I don’t want to know this stranger’s story.
I want this stranger to remain an enigma to me.
I don’t want to know him any more than
I want to know the date and place of my death.
Doubtless this stranger has many stories to share.
I can tell by the ancient shoes he is wearing,
and by the way he walks as though his feet are being
mercilessly pinched and he doesn’t expect to live much longer.
I know those shoes, I’ve seen them on other men, scared men,
men that women have no patience for, and who can blame them.
In the end women’s feet are stronger than men’s feet.
Women’s feet live longer. Men’s feet die from an assortment of
stupid actions, like incessantly kicking rocks into other men’s feet.
Just the other day I saw this happening in a local park. Sometimes
what saves a man is simply the shine he puts on his shoes.
Well-shined shoes make all the difference in the world.
Vienna wouldn’t be Vienna without the numberless shiny shoes
that have existed in this city from one century to the next.
Once in Vienna I had drinks with a lovely woman
in a cafe that had small tables and large mirrors.

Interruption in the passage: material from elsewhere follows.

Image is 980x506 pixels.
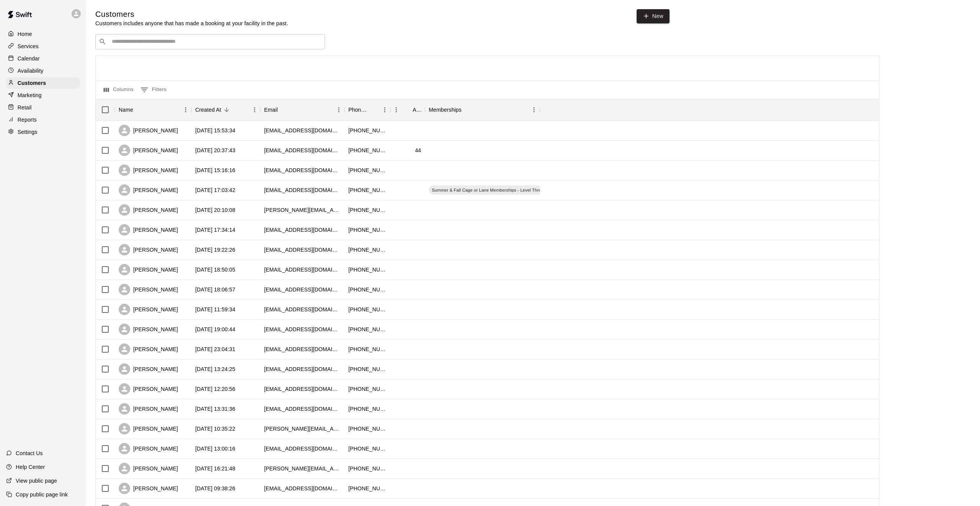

It was our one and only meeting during which we
unburdened ourselves of life’s gravest concerns.
Our conversation took up most of an evening.
Only when the city lights finally took ravenous
possession of the streets did our words
finally touch upon death, and the loss of all
that is beautiful in this woeful existence.
Such was our mood, such were the words required.
Sensitive frail words for sure, but nonetheless
capable of extinguishing infinite universes at
any given moment, or so the wine seemed to imply.
The wine death so skillfully kept bringing to our lips.
Death, by far the most dangerous of strangers.
Death, who stalks you from the day of your birth.
Death who wants to kill you out of sheer jealousy
over how much you love life, even the fleetingness of it.
Death, who wants to kill you for no other reason
than the fact that you shun
its eternal love for you.

IMAGE: Vintage travel poster, “Vienna via Harwich twice a day” by Frank Newbould. Prints available at Amazon.com.